A C Grayling, secular humanist/atheist has taken it upon himself to re-write the Bible- as a secular, moral document. It seems his motivation was to make available the ‘good’ stuff whilst editing out the ‘God’ stuff.

Fair play to the bloke, people have accused me of the same. The whole emerging church conversation has often been accused of sanitising the unpleasant judgmental side of the Bible in favour of a more accessible and cuddly message.

I do not agree with either Grayling, or the assessment of EC critics of course…

Because the God we encounter in the stories of the Bible is capricious, glorious, confusing, challenging, forgiving, condemning, war making, peace bringing. Because of this, no matter how hard we try, systematising and defusing our ideas of God always fail.
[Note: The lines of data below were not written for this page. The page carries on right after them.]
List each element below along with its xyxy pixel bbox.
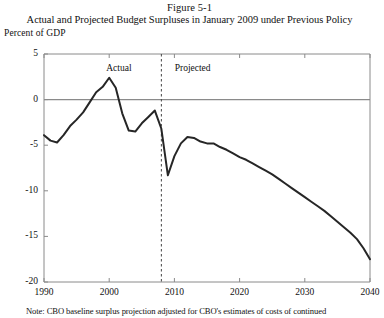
y-tick-label-neg15: -15 <box>10 230 38 240</box>
y-axis-ticks <box>44 54 48 282</box>
x-tick-label-1990: 1990 <box>24 287 64 297</box>
figure-note: Note: CBO baseline surplus projection ad… <box>26 306 378 316</box>
x-tick-label-2030: 2030 <box>285 287 325 297</box>
y-tick-label-neg5: -5 <box>10 139 38 149</box>
x-axis-ticks <box>44 54 370 282</box>
y-tick-label-0: 0 <box>10 94 38 104</box>
chart-axes <box>44 54 370 282</box>
x-tick-label-2010: 2010 <box>154 287 194 297</box>
y-tick-label-5: 5 <box>10 48 38 58</box>
x-tick-label-2040: 2040 <box>350 287 384 297</box>
y-tick-label-neg20: -20 <box>10 276 38 286</box>
surplus-series-line <box>44 78 370 259</box>
x-tick-label-2020: 2020 <box>220 287 260 297</box>
annotation-actual: Actual <box>106 63 131 73</box>
y-tick-label-neg10: -10 <box>10 185 38 195</box>
annotation-projected: Projected <box>175 63 211 73</box>
x-tick-label-2000: 2000 <box>89 287 129 297</box>
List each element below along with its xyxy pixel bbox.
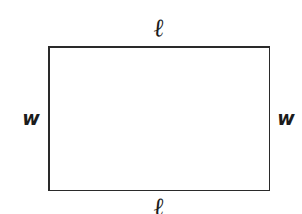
label-width-left: w — [22, 109, 40, 128]
label-length-bottom: ℓ — [153, 194, 165, 214]
rectangle-outline — [49, 47, 270, 191]
rectangle-shape — [0, 0, 302, 214]
label-width-right: w — [277, 109, 295, 128]
label-length-top: ℓ — [153, 15, 165, 41]
rectangle-diagram-canvas: ℓ ℓ w w — [0, 0, 302, 214]
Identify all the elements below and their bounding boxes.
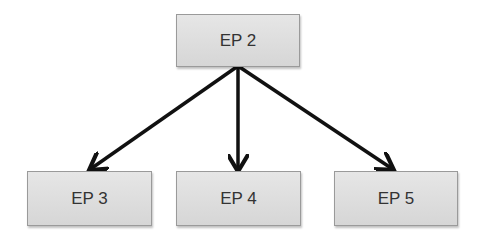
node-ep3: EP 3 [27,171,152,226]
node-label: EP 5 [378,189,415,209]
node-label: EP 3 [71,189,108,209]
arrow-ep2-ep5 [238,66,391,168]
node-ep5: EP 5 [334,171,458,226]
node-label: EP 4 [220,189,257,209]
node-ep4: EP 4 [176,171,301,226]
arrow-ep2-ep3 [92,66,238,168]
node-label: EP 2 [220,31,257,51]
node-ep2: EP 2 [176,14,300,67]
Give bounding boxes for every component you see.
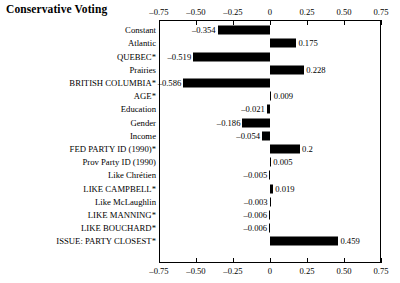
bar bbox=[242, 118, 270, 127]
x-tick-label-top: –0.25 bbox=[223, 7, 242, 17]
x-tick-mark-bottom bbox=[307, 258, 308, 263]
bar bbox=[183, 78, 270, 87]
bar bbox=[269, 210, 270, 219]
bar-row-label: Like Chrétien bbox=[108, 171, 156, 180]
bar-row: BRITISH COLUMBIA*–0.586 bbox=[0, 76, 400, 89]
bar-row: Like Chrétien–0.005 bbox=[0, 169, 400, 182]
bar-row-label: LIKE BOUCHARD* bbox=[81, 224, 156, 233]
bar-row-label: Gender bbox=[130, 118, 156, 127]
x-tick-label-top: –0.75 bbox=[149, 7, 168, 17]
bar-row: QUEBEC*–0.519 bbox=[0, 50, 400, 63]
bar-row: LIKE CAMPBELL*0.019 bbox=[0, 182, 400, 195]
bar-row-label: AGE* bbox=[134, 92, 156, 101]
bar bbox=[270, 197, 271, 206]
x-tick-label-bottom: 0.50 bbox=[336, 266, 351, 276]
x-tick-label-top: 0.25 bbox=[299, 7, 314, 17]
bar-row-label: Income bbox=[130, 131, 156, 140]
bar bbox=[270, 144, 300, 153]
x-tick-mark-bottom bbox=[270, 258, 271, 263]
bar-value-label: –0.021 bbox=[241, 105, 265, 114]
x-tick-mark-bottom bbox=[381, 258, 382, 263]
x-tick-mark-bottom bbox=[196, 258, 197, 263]
bar-value-label: –0.354 bbox=[192, 26, 216, 35]
x-tick-label-top: 0.50 bbox=[336, 7, 351, 17]
x-tick-label-bottom: 0.25 bbox=[299, 266, 314, 276]
bar-value-label: –0.186 bbox=[217, 118, 241, 127]
bar-row: Constant–0.354 bbox=[0, 24, 400, 37]
x-tick-label-bottom: 0.75 bbox=[373, 266, 388, 276]
bar-value-label: –0.006 bbox=[243, 224, 267, 233]
bar bbox=[270, 92, 271, 101]
bar-row: Gender–0.186 bbox=[0, 116, 400, 129]
bar-row-label: QUEBEC* bbox=[117, 52, 156, 61]
x-tick-mark-bottom bbox=[344, 258, 345, 263]
x-tick-label-top: 0 bbox=[268, 7, 272, 17]
bar bbox=[270, 65, 304, 74]
bar-row-label: LIKE CAMPBELL* bbox=[83, 184, 156, 193]
bar-value-label: 0.228 bbox=[306, 65, 325, 74]
bar-value-label: 0.175 bbox=[298, 39, 317, 48]
bar-row-label: Constant bbox=[125, 26, 156, 35]
bar-row: ISSUE: PARTY CLOSEST*0.459 bbox=[0, 235, 400, 248]
bar-row-label: Atlantic bbox=[128, 39, 156, 48]
bar-row: Education–0.021 bbox=[0, 103, 400, 116]
bar-row-label: Like McLaughlin bbox=[95, 197, 156, 206]
bar-row-label: FED PARTY ID (1990)* bbox=[70, 145, 156, 154]
x-tick-mark-bottom bbox=[233, 258, 234, 263]
bar-value-label: 0.2 bbox=[302, 145, 313, 154]
x-tick-label-bottom: 0 bbox=[268, 266, 272, 276]
bar bbox=[193, 52, 270, 61]
bar-row-label: ISSUE: PARTY CLOSEST* bbox=[56, 237, 156, 246]
chart-title: Conservative Voting bbox=[6, 3, 107, 15]
bar-row: Atlantic0.175 bbox=[0, 37, 400, 50]
x-tick-label-top: –0.50 bbox=[186, 7, 205, 17]
bar-row: Income–0.054 bbox=[0, 129, 400, 142]
bar-value-label: 0.005 bbox=[273, 158, 292, 167]
bar bbox=[269, 171, 270, 180]
bar-row: Prairies0.228 bbox=[0, 63, 400, 76]
bar bbox=[270, 39, 296, 48]
bar-row: Like McLaughlin–0.003 bbox=[0, 195, 400, 208]
bar-row: LIKE BOUCHARD*–0.006 bbox=[0, 222, 400, 235]
bar-value-label: 0.019 bbox=[275, 184, 294, 193]
bar-row-label: Education bbox=[121, 105, 156, 114]
bar-row-label: Prov Party ID (1990) bbox=[82, 158, 156, 167]
bar-row: AGE*0.009 bbox=[0, 90, 400, 103]
x-tick-label-bottom: –0.50 bbox=[186, 266, 205, 276]
bar-row: Prov Party ID (1990)0.005 bbox=[0, 156, 400, 169]
bar-row-label: LIKE MANNING* bbox=[88, 211, 156, 220]
bar-row-label: BRITISH COLUMBIA* bbox=[69, 79, 156, 88]
x-tick-label-bottom: –0.75 bbox=[149, 266, 168, 276]
bar-value-label: 0.459 bbox=[340, 237, 359, 246]
bar-value-label: –0.586 bbox=[158, 79, 182, 88]
x-tick-label-bottom: –0.25 bbox=[223, 266, 242, 276]
bar-value-label: –0.005 bbox=[244, 171, 268, 180]
bar bbox=[270, 237, 338, 246]
chart-figure: Conservative Voting –0.75–0.50–0.2500.25… bbox=[0, 0, 400, 283]
bar-value-label: 0.009 bbox=[274, 92, 293, 101]
bar bbox=[270, 184, 273, 193]
bar-row: FED PARTY ID (1990)*0.2 bbox=[0, 142, 400, 155]
x-tick-mark-bottom bbox=[159, 258, 160, 263]
bar bbox=[269, 224, 270, 233]
bar bbox=[267, 105, 270, 114]
bar-value-label: –0.519 bbox=[168, 52, 192, 61]
bar-value-label: –0.003 bbox=[244, 197, 268, 206]
bar-row-label: Prairies bbox=[129, 65, 156, 74]
bar bbox=[270, 158, 271, 167]
bar-value-label: –0.006 bbox=[243, 211, 267, 220]
x-tick-label-top: 0.75 bbox=[373, 7, 388, 17]
bar bbox=[218, 26, 270, 35]
bar-row: LIKE MANNING*–0.006 bbox=[0, 208, 400, 221]
bar bbox=[262, 131, 270, 140]
bar-value-label: –0.054 bbox=[236, 131, 260, 140]
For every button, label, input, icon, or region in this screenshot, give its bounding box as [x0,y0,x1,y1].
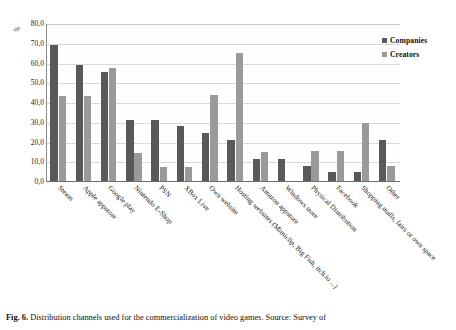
plot-area [46,24,400,182]
bar-companies [227,140,234,181]
bar-creators [185,167,192,181]
bar-group [199,24,224,181]
bar-group [98,24,123,181]
bar-companies [76,65,83,181]
x-axis-label: Facebook [334,184,360,210]
y-tick-label: 70,0 [16,40,44,48]
bar-group [72,24,97,181]
bar-companies [379,140,386,181]
bar-creators [134,153,141,181]
bar-group [173,24,198,181]
legend-item: Companies [382,36,456,45]
bar-companies [177,126,184,181]
bar-companies [101,72,108,181]
bar-chart: % 80,070,060,050,040,030,020,010,00,0 Co… [0,6,456,306]
bar-group [275,24,300,181]
bar-creators [210,95,217,181]
bars-layer [47,24,400,181]
figure-caption: Fig. 6. Distribution channels used for t… [6,313,452,323]
bar-creators [362,123,369,181]
x-axis-label: Steam [56,184,75,203]
x-axis-label: PSN [157,184,172,199]
bar-group [249,24,274,181]
bar-creators [236,53,243,181]
bar-creators [261,152,268,181]
y-tick-label: 0,0 [16,178,44,186]
y-tick-label: 20,0 [16,139,44,147]
bar-group [148,24,173,181]
legend-label: Creators [390,50,419,59]
bar-creators [84,96,91,181]
x-axis-label: Other [385,184,402,201]
y-axis-tick-labels: 80,070,060,050,040,030,020,010,00,0 [16,20,44,182]
bar-group [47,24,72,181]
bar-creators [387,166,394,181]
bar-group [224,24,249,181]
y-tick-label: 10,0 [16,158,44,166]
bar-companies [328,172,335,181]
bar-creators [59,96,66,181]
bar-creators [160,167,167,181]
legend-swatch-icon [382,52,387,57]
bar-group [350,24,375,181]
y-tick-label: 80,0 [16,20,44,28]
bar-companies [253,159,260,181]
bar-creators [337,151,344,181]
x-axis-label: Physical Distribution [309,184,358,233]
x-axis-category-labels: SteamApple appstoreGoogle playNintendo E… [46,184,456,314]
legend-item: Creators [382,50,456,59]
bar-companies [126,120,133,181]
bar-creators [109,68,116,181]
figure-caption-text: Distribution channels used for the comme… [30,313,326,322]
figure-number: Fig. 6. [6,313,28,322]
y-tick-label: 50,0 [16,79,44,87]
y-tick-label: 40,0 [16,99,44,107]
bar-creators [311,151,318,181]
bar-companies [50,45,57,181]
bar-companies [354,172,361,181]
bar-companies [202,133,209,181]
chart-legend: CompaniesCreators [382,36,456,64]
bar-companies [278,159,285,181]
y-tick-label: 60,0 [16,60,44,68]
figure-container: % 80,070,060,050,040,030,020,010,00,0 Co… [0,0,456,330]
y-tick-label: 30,0 [16,119,44,127]
legend-label: Companies [390,36,427,45]
legend-swatch-icon [382,38,387,43]
bar-group [300,24,325,181]
bar-companies [151,120,158,181]
bar-group [123,24,148,181]
bar-group [325,24,350,181]
bar-companies [303,166,310,181]
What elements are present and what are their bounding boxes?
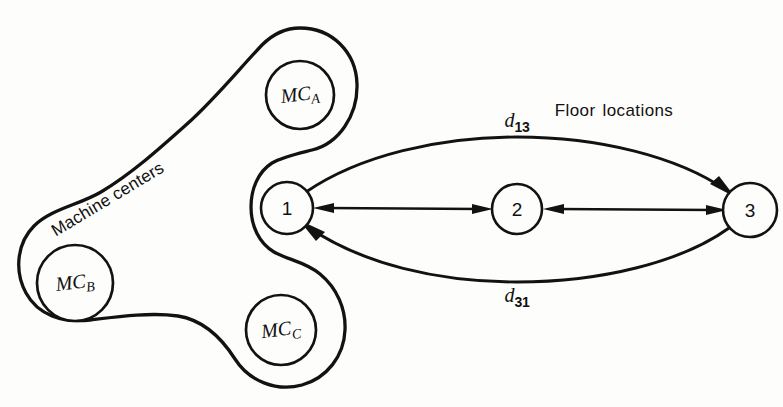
distance-symbol-d13: d [504, 109, 514, 131]
machine-center-subscript-c: C [291, 326, 302, 342]
machine-center-subscript-b: B [85, 279, 95, 295]
machine-center-prefix-b: MC [54, 270, 86, 295]
floor-locations-caption: Floor locations [555, 101, 674, 121]
distance-symbol-d31: d [504, 284, 514, 306]
arrow-head-2-3-left [543, 204, 564, 214]
link-line-2-3 [556, 209, 714, 210]
machine-center-prefix-a: MC [279, 82, 311, 107]
machine-center-label-b: MCB [54, 269, 96, 300]
machine-center-label-c: MCC [260, 315, 302, 346]
distance-label-d31: d31 [504, 284, 529, 310]
machine-center-label-a: MCA [279, 81, 321, 112]
distance-label-d13: d13 [504, 109, 529, 135]
machine-center-prefix-c: MC [260, 317, 292, 342]
figure-root: MCA MCB MCC 1 2 3 d13 d31 Floor location… [0, 0, 783, 407]
floor-location-label-2: 2 [512, 199, 523, 221]
distance-subscript-d13: 13 [514, 119, 529, 135]
arrow-head-1-2-left [313, 203, 334, 213]
arrow-head-1-2-right [472, 204, 493, 214]
floor-location-label-3: 3 [745, 200, 756, 222]
distance-subscript-d31: 31 [514, 294, 529, 310]
floor-location-label-1: 1 [282, 198, 293, 220]
link-line-1-2 [326, 208, 480, 209]
machine-center-subscript-a: A [310, 91, 320, 107]
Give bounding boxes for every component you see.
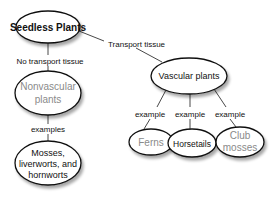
- node-mosses-label-1: Mosses,: [31, 148, 65, 158]
- node-clubmosses-label-2: mosses: [223, 142, 257, 153]
- node-vascular-label: Vascular plants: [159, 71, 220, 81]
- node-mosses-label-3: hornworts: [28, 170, 68, 180]
- edge-vascular-ferns: [157, 90, 166, 107]
- edge-vascular-clubmosses: [214, 89, 226, 107]
- edge-label-example-ferns: example: [135, 110, 166, 119]
- node-clubmosses-label-1: Club: [230, 130, 251, 141]
- edge-label-examples: examples: [31, 125, 65, 134]
- node-ferns: Ferns: [129, 129, 173, 155]
- node-ferns-label: Ferns: [138, 137, 164, 148]
- edge-label-example-clubmosses: example: [215, 110, 246, 119]
- node-horsetails-label: Horsetails: [173, 139, 211, 149]
- node-horsetails: Horsetails: [168, 129, 216, 157]
- edge-root-vascular: [79, 31, 104, 41]
- node-seedless-plants-label: Seedless Plants: [10, 22, 87, 33]
- edge-label-transport: Transport tissue: [108, 40, 166, 49]
- node-vascular-plants: Vascular plants: [151, 58, 227, 94]
- node-nonvascular-plants: Nonvascular plants: [15, 71, 81, 115]
- node-mosses: Mosses, liverworts, and hornworts: [15, 141, 81, 185]
- edge-label-no-transport: No transport tissue: [16, 57, 84, 66]
- edge-label-example-horsetails: example: [175, 110, 206, 119]
- node-club-mosses: Club mosses: [216, 127, 264, 157]
- node-nonvascular-label-2: plants: [35, 94, 62, 105]
- edge-vascular-ferns-2: [144, 119, 150, 129]
- node-seedless-plants: Seedless Plants: [10, 11, 87, 43]
- edge-root-vascular-2: [136, 48, 162, 62]
- edge-vascular-clubmosses-2: [230, 119, 236, 127]
- node-mosses-label-2: liverworts, and: [19, 159, 77, 169]
- node-nonvascular-label-1: Nonvascular: [20, 81, 76, 92]
- concept-map: Transport tissue No transport tissue exa…: [0, 0, 279, 201]
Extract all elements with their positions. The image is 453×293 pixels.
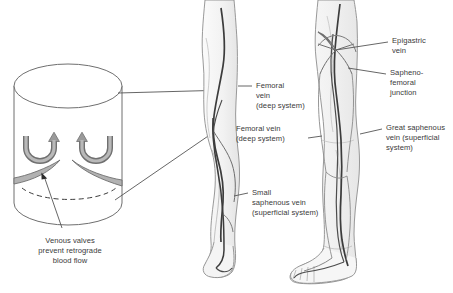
label-line: prevent retrograde <box>18 246 122 256</box>
label-line: saphenous vein <box>252 198 318 208</box>
leader-femoral-vein-deep-right <box>308 136 322 138</box>
label-venous-valve-caption: Venous valves prevent retrograde blood f… <box>18 236 122 267</box>
label-line: Femoral vein <box>236 124 285 134</box>
label-epigastric-vein: Epigastric vein <box>392 36 426 56</box>
label-line: (deep system) <box>256 101 305 111</box>
label-small-saphenous-vein: Small saphenous vein (superficial system… <box>252 188 318 219</box>
label-line: Small <box>252 188 318 198</box>
label-line: Femoral <box>256 81 305 91</box>
label-line: (superficial system) <box>252 208 318 218</box>
leader-valve-to-leg-diagonal <box>115 132 214 200</box>
anterior-leg-view <box>290 0 360 284</box>
label-line: junction <box>390 88 423 98</box>
label-line: vein <box>256 91 305 101</box>
venous-valve-detail-panel <box>14 64 122 228</box>
label-femoral-vein-deep-right: Femoral vein (deep system) <box>236 124 285 144</box>
label-line: Venous valves <box>18 236 122 246</box>
label-line: vein (superficial <box>386 133 445 143</box>
leader-great-saphenous-vein <box>360 129 382 134</box>
posterior-leg-view <box>202 0 239 278</box>
label-line: femoral <box>390 78 423 88</box>
cylinder-top-ellipse <box>14 64 122 108</box>
label-line: system) <box>386 143 445 153</box>
label-line: Sapheno- <box>390 68 423 78</box>
posterior-foot-outline <box>203 242 234 278</box>
label-line: Epigastric <box>392 36 426 46</box>
label-sapheno-femoral-junction: Sapheno- femoral junction <box>390 68 423 99</box>
label-great-saphenous-vein: Great saphenous vein (superficial system… <box>386 123 445 154</box>
label-line: (deep system) <box>236 134 285 144</box>
label-line: blood flow <box>18 256 122 266</box>
label-line: vein <box>392 46 426 56</box>
label-femoral-vein-deep-mid: Femoral vein (deep system) <box>256 81 305 112</box>
label-line: Great saphenous <box>386 123 445 133</box>
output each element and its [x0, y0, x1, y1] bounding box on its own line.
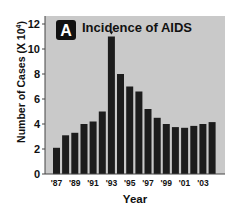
bar-2004: [209, 122, 216, 174]
aids-incidence-chart: 024681012 '87'89'91'93'95'97'99'01'03 A …: [0, 0, 237, 214]
x-tick-label: '87: [51, 178, 63, 188]
y-tick-label: 8: [34, 68, 40, 80]
panel-badge: A: [56, 20, 76, 40]
panel-badge-letter: A: [60, 22, 72, 39]
bar-1998: [154, 118, 161, 174]
x-tick-label: '91: [87, 178, 99, 188]
bar-1987: [53, 148, 60, 174]
bar-1994: [117, 74, 124, 174]
y-tick-label: 12: [28, 18, 40, 30]
x-tick-label: '03: [197, 178, 209, 188]
bar-2002: [190, 126, 197, 174]
bar-1996: [135, 92, 142, 175]
y-tick-label: 0: [34, 168, 40, 180]
x-tick-label: '99: [161, 178, 173, 188]
bar-1995: [126, 87, 133, 175]
x-tick-label: '97: [142, 178, 154, 188]
x-tick-label: '95: [124, 178, 136, 188]
y-ticks: 024681012: [28, 18, 45, 180]
y-tick-label: 6: [34, 93, 40, 105]
x-tick-label: '93: [106, 178, 118, 188]
y-axis-label-text: Number of Cases (X 10: [15, 28, 27, 143]
bar-1990: [81, 124, 88, 174]
bar-1989: [71, 133, 78, 174]
bar-1999: [163, 124, 170, 174]
y-axis-label: Number of Cases (X 104): [15, 21, 27, 143]
bar-1992: [99, 112, 106, 175]
bar-1991: [90, 122, 97, 175]
bar-2001: [181, 128, 188, 174]
x-tick-label: '01: [179, 178, 191, 188]
bar-1997: [145, 109, 152, 174]
bar-2000: [172, 127, 179, 174]
y-tick-label: 4: [34, 118, 41, 130]
y-tick-label: 2: [34, 143, 40, 155]
bar-2003: [199, 124, 206, 174]
bar-1988: [62, 135, 69, 174]
chart-title: Incidence of AIDS: [82, 20, 192, 35]
bar-1993: [108, 37, 115, 175]
x-axis-label: Year: [123, 193, 148, 205]
x-tick-labels: '87'89'91'93'95'97'99'01'03: [51, 178, 209, 188]
y-axis-label-close: ): [15, 21, 27, 25]
x-tick-label: '89: [69, 178, 81, 188]
y-tick-label: 10: [28, 43, 40, 55]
It might be possible to read the Bible as a book of moral fables, of quaint historical interest, but also vaguely character building in indefinable ways. You will have to ignore whole bits of the Bible to do this of course, and along the way may come to wonder whether the Bible can be regarded as ‘moral’ at all.

What makes the Bible vital, engaging and alive is the spine tingling possibility of- God. What transforms the reading of the Bible is the fact that we use it to approach- God.

Without God- there would seem very little point in reading this miscellany of stories of ancient people.

So sorry AC- I will not be reading your ‘Good book’, I will stick to my not so good one, in all its messy challenge.

But then you did not expect me to do anything else did you?